The solution? Take a traditional CMS off its head and enable your back end to send content to several platforms. Headless was developed in this way.

Why a Headless CMS may not be needed?

But not every business case calls for headless. Possibly not for you if

  • You work with a small team
  • You heavily depend on a simple live preview implementation
  • Simple publishing capabilities are all that is required

Types of Headless API

When users request it, a headless CMS will push content from storage into the presentation layers. Designing APIs for this process can be done in one of two ways:

  1. REST API

Representational State Transfer, also referred to as a RESTful API, is a set of restrictions on information transfer, content structuring behind several URLs (/posts, /images, etc.), and information transfer using HTTP. The API works well for simple data structures but faces difficulties with more complex content models.

  1. GraphQL API

The open-source API language GraphQL is known for being flexible and efficient, enabling users to request only the data they require. 2015’s GraphQL was created with more complex APIs in consideration.

Would you like to know more about how to develop Headless WordPress Project with ACF + WPGraphQL? If yes, then read our other Blog written in detail.

Real Life examples of Headless CMS

  1. IKEA

IKEA releases an augmented reality (AR) catalog smartphone app that enables customers to test products in real-time by overlaying realistic 3D products into people’s homes and workplaces. To promote innovation from a shared content base, the furniture brand also made use of core DNA’s CMS and eCommerce platform.

  1. Shiseido

Since 1872, Shiseido Professional has delivered beauty products all over the world, but managing content across several digital properties was a recurring problem. The company switched to the contentful headless CMS, saving 50% on content development costs and eliminating lengthy procedures that often took months to just a few minutes.

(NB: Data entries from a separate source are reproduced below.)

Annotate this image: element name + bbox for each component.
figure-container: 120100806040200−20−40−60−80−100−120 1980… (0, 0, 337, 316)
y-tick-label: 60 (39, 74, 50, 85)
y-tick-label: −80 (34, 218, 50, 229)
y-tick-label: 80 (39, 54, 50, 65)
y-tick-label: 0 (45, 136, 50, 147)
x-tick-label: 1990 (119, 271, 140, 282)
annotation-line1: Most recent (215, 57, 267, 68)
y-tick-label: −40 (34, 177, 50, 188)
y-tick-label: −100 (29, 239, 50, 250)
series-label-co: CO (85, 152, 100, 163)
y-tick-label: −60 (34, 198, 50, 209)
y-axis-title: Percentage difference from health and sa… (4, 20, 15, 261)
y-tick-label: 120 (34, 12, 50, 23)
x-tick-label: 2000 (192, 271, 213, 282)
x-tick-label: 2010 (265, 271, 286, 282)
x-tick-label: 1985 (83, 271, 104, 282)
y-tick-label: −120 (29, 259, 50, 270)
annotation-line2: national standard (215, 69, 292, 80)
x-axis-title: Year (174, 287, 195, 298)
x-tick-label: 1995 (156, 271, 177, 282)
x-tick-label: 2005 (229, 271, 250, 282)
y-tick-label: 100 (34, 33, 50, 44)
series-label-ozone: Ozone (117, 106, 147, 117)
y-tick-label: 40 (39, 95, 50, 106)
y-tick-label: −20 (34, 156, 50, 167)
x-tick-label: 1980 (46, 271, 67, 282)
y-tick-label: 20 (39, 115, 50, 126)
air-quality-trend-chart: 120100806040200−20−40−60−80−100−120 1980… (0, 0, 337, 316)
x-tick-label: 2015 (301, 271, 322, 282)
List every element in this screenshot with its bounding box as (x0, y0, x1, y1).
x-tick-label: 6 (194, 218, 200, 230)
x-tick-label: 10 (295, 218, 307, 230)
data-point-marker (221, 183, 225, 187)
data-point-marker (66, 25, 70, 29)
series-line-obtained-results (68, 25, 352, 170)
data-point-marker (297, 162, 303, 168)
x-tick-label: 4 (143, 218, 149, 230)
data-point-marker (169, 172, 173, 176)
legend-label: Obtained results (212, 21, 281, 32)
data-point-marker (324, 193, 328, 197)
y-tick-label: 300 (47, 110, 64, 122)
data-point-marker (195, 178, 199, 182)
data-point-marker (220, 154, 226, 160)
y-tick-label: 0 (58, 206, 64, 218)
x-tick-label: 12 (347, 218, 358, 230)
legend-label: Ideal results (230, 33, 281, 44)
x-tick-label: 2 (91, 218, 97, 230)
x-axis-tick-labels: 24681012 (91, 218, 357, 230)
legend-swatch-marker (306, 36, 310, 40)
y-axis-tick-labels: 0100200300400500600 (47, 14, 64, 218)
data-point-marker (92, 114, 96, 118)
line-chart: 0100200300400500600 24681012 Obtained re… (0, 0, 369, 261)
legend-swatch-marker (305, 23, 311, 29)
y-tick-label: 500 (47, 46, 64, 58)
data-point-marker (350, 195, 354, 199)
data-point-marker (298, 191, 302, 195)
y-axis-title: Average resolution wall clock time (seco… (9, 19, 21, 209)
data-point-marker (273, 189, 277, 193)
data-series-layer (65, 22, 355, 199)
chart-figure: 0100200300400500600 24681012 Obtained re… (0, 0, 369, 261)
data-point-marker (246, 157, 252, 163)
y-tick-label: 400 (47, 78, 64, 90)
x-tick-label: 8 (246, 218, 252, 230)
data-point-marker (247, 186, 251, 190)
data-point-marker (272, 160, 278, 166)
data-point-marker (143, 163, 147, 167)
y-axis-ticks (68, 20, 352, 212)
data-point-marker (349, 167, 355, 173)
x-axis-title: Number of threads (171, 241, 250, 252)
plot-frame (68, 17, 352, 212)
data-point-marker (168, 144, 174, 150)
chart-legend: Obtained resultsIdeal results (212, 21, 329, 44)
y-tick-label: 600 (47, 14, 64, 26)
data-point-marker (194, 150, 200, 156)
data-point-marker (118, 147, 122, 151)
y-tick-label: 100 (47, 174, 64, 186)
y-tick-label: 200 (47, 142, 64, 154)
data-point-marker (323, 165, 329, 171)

The headless approach’s effectiveness

How does a headless CMS differ from its predecessor in terms of particular solutions?

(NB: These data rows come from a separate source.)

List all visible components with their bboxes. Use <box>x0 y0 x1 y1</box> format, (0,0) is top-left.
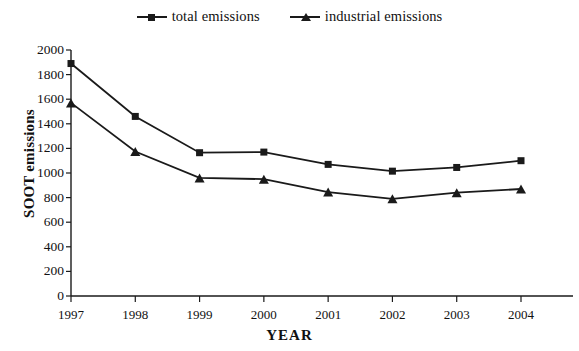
x-axis-tick-label: 2002 <box>362 308 422 321</box>
data-point-square <box>518 157 525 164</box>
data-series <box>68 60 525 175</box>
axis-lines <box>71 50 573 296</box>
y-axis-tick-label: 1400 <box>18 117 64 131</box>
data-point-square <box>389 168 396 175</box>
plot-area: 0200400600800100012001400160018002000 19… <box>0 0 579 351</box>
y-axis-tick-label: 600 <box>18 215 64 229</box>
y-axis-tick-label: 1200 <box>18 141 64 155</box>
x-axis-tick-label: 2004 <box>491 308 551 321</box>
data-point-square <box>260 149 267 156</box>
data-point-square <box>68 60 75 67</box>
x-axis-tick-label: 1997 <box>41 308 101 321</box>
x-axis-tick-label: 2000 <box>234 308 294 321</box>
data-series-layer <box>66 60 526 203</box>
y-axis-tick-label: 400 <box>18 240 64 254</box>
y-axis-tick-label: 800 <box>18 191 64 205</box>
y-axis-tick-label: 1000 <box>18 166 64 180</box>
data-point-square <box>196 149 203 156</box>
y-axis-tick-label: 1600 <box>18 92 64 106</box>
x-axis-tick-label: 1999 <box>170 308 230 321</box>
y-axis-tick-label: 200 <box>18 264 64 278</box>
soot-emissions-line-chart: total emissions industrial emissions SOO… <box>0 0 579 351</box>
y-axis-tick-label: 0 <box>18 289 64 303</box>
x-axis-tick-label: 2003 <box>427 308 487 321</box>
data-point-square <box>132 113 139 120</box>
y-axis-tick-label: 1800 <box>18 68 64 82</box>
plot-svg <box>0 0 579 351</box>
data-point-square <box>453 164 460 171</box>
y-axis-ticks <box>66 50 71 296</box>
x-axis-ticks <box>71 296 521 302</box>
y-axis-tick-label: 2000 <box>18 43 64 57</box>
data-point-square <box>325 161 332 168</box>
x-axis-tick-label: 1998 <box>105 308 165 321</box>
x-axis-tick-label: 2001 <box>298 308 358 321</box>
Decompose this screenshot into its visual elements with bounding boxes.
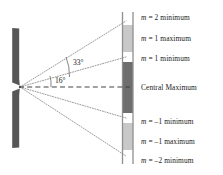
diffraction-rays [20, 21, 126, 156]
screen-band-m1-max-bottom [122, 123, 133, 150]
label-m1-maximum: m = 1 maximum [141, 34, 191, 43]
screen-band-m1-max-top [122, 25, 133, 52]
barrier-lower-plate [12, 89, 20, 148]
angle-arc-16 [50, 76, 51, 87]
screen-band-top-white [122, 12, 133, 25]
label-m2-minimum: m = 2 minimum [141, 13, 190, 22]
label-m1-minimum: m = 1 minimum [141, 54, 190, 63]
label-mneg1-maximum: m = –1 maximum [141, 137, 195, 146]
barrier-upper-plate [12, 28, 20, 85]
screen-band-m1-min-bottom [122, 113, 133, 123]
label-text: = 2 minimum [146, 13, 189, 22]
slit-aperture-point [19, 86, 21, 88]
label-text: = 1 maximum [146, 34, 191, 43]
ray-m2-minimum-lower [20, 87, 126, 156]
angle-label-33: 33° [73, 58, 84, 67]
diffraction-diagram: 33° 16° m = 2 minimum m = 1 maximum m = … [0, 0, 223, 175]
label-mneg2-minimum: m = –2 minimum [141, 156, 194, 165]
label-central-maximum: Central Maximum [141, 83, 197, 92]
label-text: = –1 maximum [146, 137, 194, 146]
screen-band-central-max [122, 62, 133, 113]
label-text: = –1 minimum [146, 117, 193, 126]
label-text: Central Maximum [141, 83, 197, 92]
angle-label-16: 16° [55, 76, 66, 85]
screen-band-m1-min-top [122, 52, 133, 62]
label-text: = –2 minimum [146, 156, 193, 165]
screen-bands [122, 12, 133, 164]
ray-m1-minimum-lower [20, 87, 126, 118]
angle-arc-33 [66, 57, 70, 77]
ray-m2-minimum-upper [20, 21, 126, 87]
label-text: = 1 minimum [146, 54, 189, 63]
label-mneg1-minimum: m = –1 minimum [141, 117, 194, 126]
slit-barrier [12, 28, 21, 148]
screen-band-bottom-white [122, 150, 133, 164]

  • By using omnichannel marketing methods, you may test without duplicating your effort and spread your ad spend across as many various types of media as you like.
  • Since software engineers have more freedom to use the tools of their choice and can communicate with back-end systems that have been customized for coders, developer experience (DX) significantly improves.
  • Editorial experience is greatly improved. Without any front-end issues, custom workflows, input structures, and interfaces can be crafted. 

How do I choose the right Headless CMS?

Asking yourself these questions while searching can help you find the ideal headless CMS:

  • Is your CMS really “headless” or is it merely “decoupled”?
  • What security and compliance aspects are there?
  • To support (affordable) scalability, what pricing tiers are available?
  • Does it support bulk content migration or the more flexible API method?

The best headless CMSs allow developers complete freedom to develop front-ends any way they like for any channel or platform. The top headless CMS platforms, in our opinion, are Strapi, Cockpit, core dna, Contentful, Butter CMS, GraphCMS, Kentico Kontent, and Directus.

Strapi is a modern, adaptable, and streamlined headless CMS that Atlas SoftWeb Pvt Ltd. offers. We offer a comprehensive range of headless CMS. Your business goals will be successfully met with Strapi.

The evolving CMS landscape

The headless strategy has been so effective that the CMS environment is starting to change. Even established CMSes are starting to modify their software to support more headless approaches. WordPress, the country’s major traditional CMS, has said that it would be offering an API for usage in decoupled front-end systems.

A popular headless CMS, Contentful, now offers a page-builder, coupling front-end design with its headless back end, demonstrating how headless CMS providers are starting to understand the potential in their competitors’ frameworks.